Rainwater Harvesting Calculator

Annual Rainfall
mm
default: Bengaluru avg
Roof Runoff Coeff
0.90
Paved Area Coeff
0.70
Landscape Coeff
0.30
1 · Catchment Areas
Storage requirements based on BWSSB bye-laws for Bengaluru
Clean Roof Area
Coeff: 0.9 · BWSSB: 60 L/sqm storage required
sq.m
Paved Area / Driveway
Coeff: 0.7 · BWSSB: 30 L/sqm storage required
sq.m
Landscape / Garden
Coeff: 0.3 · Not regulated under BWSSB byelaws
sq.m
2 · Underground Storage Available
Raw / Fire UG Sump
Usable for receiving harvested rainwater (raw)
KL
Treated Water UG Sump
If RWH can be routed post-WTP
KL
3 · Daily Water Supply Sources
Current Supply (per day, per source)
Used to calculate what fraction of total supply RWH can offset annually
BWSSB / Municipal
KL / day
Borewell / Groundwater
KL / day
Private Tanker / Other
KL / day
Runoff Summary
Annual Runoff Potential
KL / year
BWSSB Min. Storage
KL capacity
Total Catchment
sq.m
Runoff by Surface
SurfaceArea (sqm)Coeff Annual (KL)30mm (KL)60mm (KL)100mm (KL)
Single Event Runoff
Moderate Rain
30
mm per event
KL generated
Heavy Rain
60
mm per event
KL generated
Very Heavy Rain
100
mm per event
KL generated
BWSSB Storage Compliance
Required Storage vs Available UG Capacity
Notes
Default annual rainfall 974.5 mm (~60 rainy days) reflects Bengaluru averages — adjust the value above for other cities. Roof coefficient 0.90 applies to all clean roof surfaces; contaminated areas (cooling towers, dumping zones) must be excluded and diverted to drain. BWSSB mandates minimum 60 L/sqm storage for rooftop catchments and 30 L/sqm for paved areas. For sites with deep basements, surface runoff recharge via injection wells is preferred over shallow pit recharge to avoid worsening seepage. Water quality testing required before integrating harvested rainwater into potable supply.
From potential to implementation
These figures are indicative estimates based on catchment area and rainfall data. Whether and how much of this potential can actually be realised depends on several site-specific factors:
  • Feasibility and site conditions — topography, available space, existing drainage and plumbing layout, structural constraints, and current water quality.
  • Hydrogeology — depth to water table, aquifer type, soil permeability, and proximity to drainage channels or water bodies determine what recharge options are viable.
  • Solution design — storage vs. recharge vs. direct use, pre-treatment requirements, integration with existing supply systems, and phasing all need site-specific design.
Contact Again Resource Labs to understand what is actually feasible at your site and how we can help design and implement the right rainwater harvesting solution.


__DIRECTIONS__: Exactly as written, please set down all of the entries again, with no pictures.

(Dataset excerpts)
· · · ·

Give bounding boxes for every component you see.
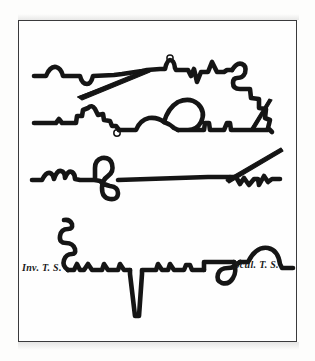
trace-row-1	[34, 55, 272, 132]
plate-bottom-shadow	[18, 342, 299, 350]
trace-row-2	[34, 99, 272, 136]
caption-inventor: Inv. T. S.	[22, 262, 62, 273]
engraving-plate: Inv. T. S. Scul. T. S.	[0, 0, 315, 361]
trace-row-3	[32, 148, 283, 199]
caption-sculptor: Scul. T. S.	[234, 259, 279, 270]
trace-figures	[18, 20, 297, 342]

· · · ·

__WRITTEN RESPONSE__:
Give bounding boxes for every component you see.
trace-row-1	[34, 55, 272, 132]
plate-bottom-shadow	[18, 342, 299, 350]
trace-row-2	[34, 99, 272, 136]
caption-inventor: Inv. T. S.	[22, 262, 62, 273]
engraving-plate: Inv. T. S. Scul. T. S.	[0, 0, 315, 361]
trace-row-3	[32, 148, 283, 199]
caption-sculptor: Scul. T. S.	[234, 259, 279, 270]
trace-figures	[18, 20, 297, 342]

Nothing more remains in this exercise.